Mr Luck says that to back up their case they are using out-of-date figures that refer to transactions made six to nine months ago, but are being recorded only now, and have nothing to do with the market as it stands.
He told The Times: “There is a crazy mood among housing professionals and others that the public in some way can be convinced of the opposite of what is really going on.
“No one with any common sense looking at the market in the street where they live should believe the nonsense that has appeared.
“Scotland has followed exactly the same trend as England. It is no better up here than anywhere else in the country.”
Mr Luck's comments are aimed at other estate agents, bankers, lawyers and politicians. Only on Tuesday, in a lecture in Edinburgh, Mr Salmond said: “Scottish house prices appear fairly stable in comparison to other areas - with prices in Scotland increasing by 2.9 per cent since the start of this year, compared to a fall of 2.8 per cent across the UK.”
Mr Luck said: “Those in positions of influence think that if they say something like that, they are providing reassurance and that the market will follow but that is patronising and people should not be patronised in that way.

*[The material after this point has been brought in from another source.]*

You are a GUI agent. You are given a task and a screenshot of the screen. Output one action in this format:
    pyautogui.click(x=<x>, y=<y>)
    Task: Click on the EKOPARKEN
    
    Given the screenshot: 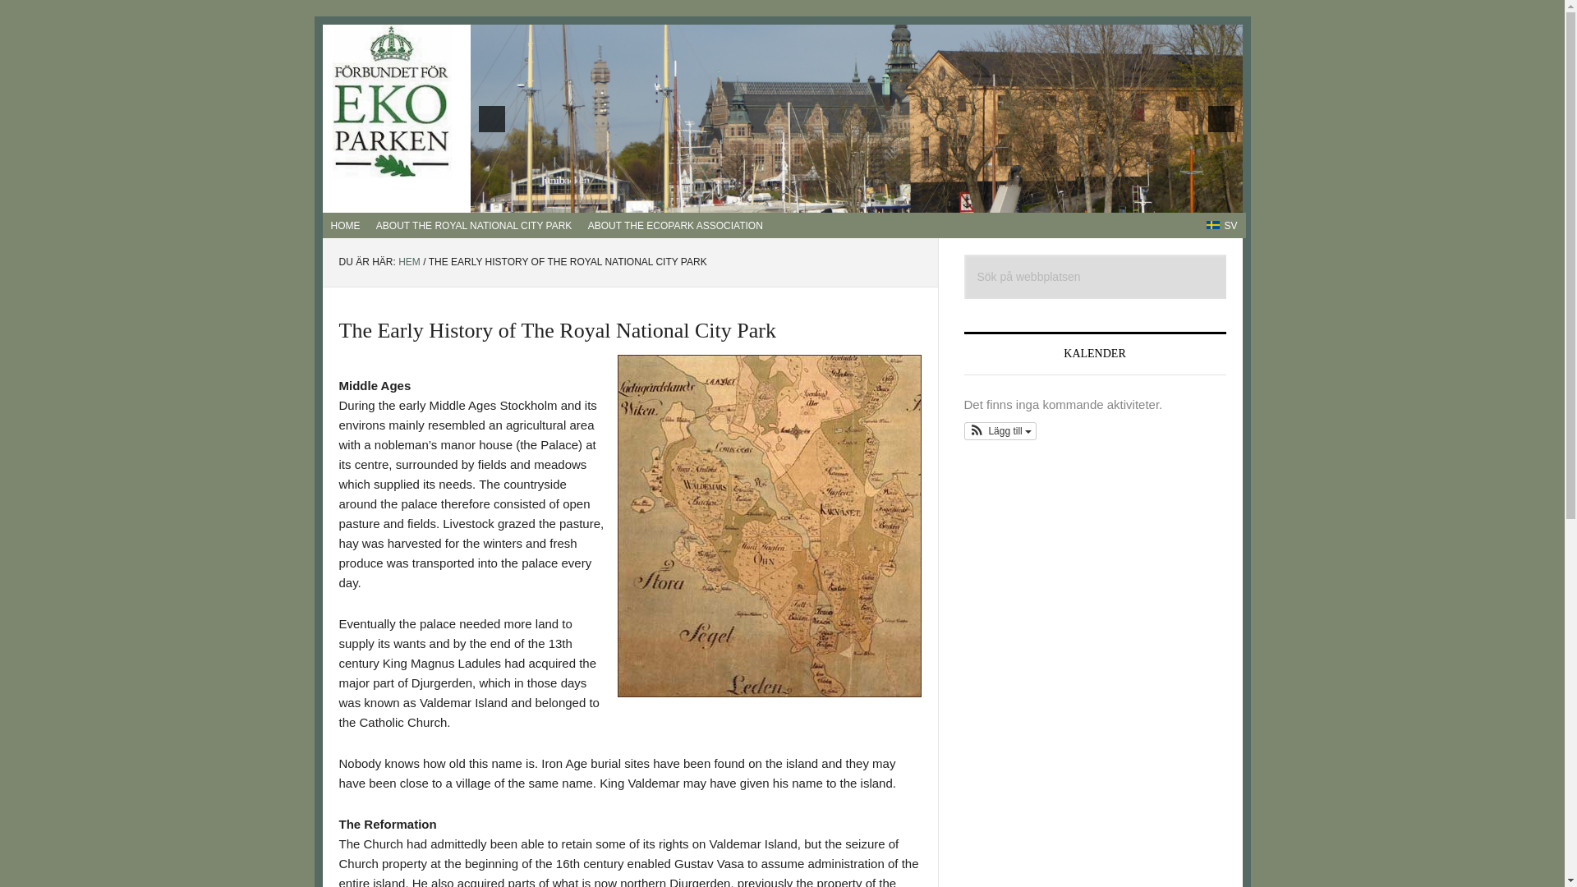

“I do not know where he [Mr Salmond] is getting his numbers or where they come from but if he is basing his comments on recent house price surveys I would say they have no validity at all. They may be figures from transactions as far back as October last year which have not appeared in Sasines (the Scottish register of property sales) until May or June. Comments that house prices in Scotland are continuing to rise are simply not true.”
Mr Luck's forthright views run directly counter not only to Mr Salmond's analysis but also to a Lloyds TSB survey published last week that said that Scottish house prices were bucking the wider British trend by growing modestly. It claimed that house prices in Scotland rose this year by 1.6 per cent in the three months to July 31, bringing the average cost of a home north of the Border to £172,185. It added that the cost of Scottish homes had risen by 9.3 per cent over the year but also showed that the number of houses being sold in Scotland had dropped by 27 per cent in the three months to the end of July this year.
A spokesman for Lloyds TSB Scotland disputed Mr Luck's comments, saying that its survey was based on actual mortgage transactions involving its customers and conducted in the quarter ended July 31. He added: “We have been running this survey for many years and it is a sound statistical sample.”
A spokesman for the First Minister said that the house price figures that he had quoted in his Edinburgh lecture had come from the Department for Communities and Local Government in Whitehall and had been published this month.
He added: “A range of information indicates that the Scottish economy in general, including the housing market, has so far proved more resilient than the UK as a whole but that leaves absolutely no room for complacency.
“That is exactly why the Scottish Government has announced key interventions to help the housing sector and the wider economy, including accelerating investment in affordable housing.”
He added that in June the SNP Government announced plans, costing £25million, to support homeowners facing repossession by building on the existing mortgage to rent scheme and encouraging shared equity schemes.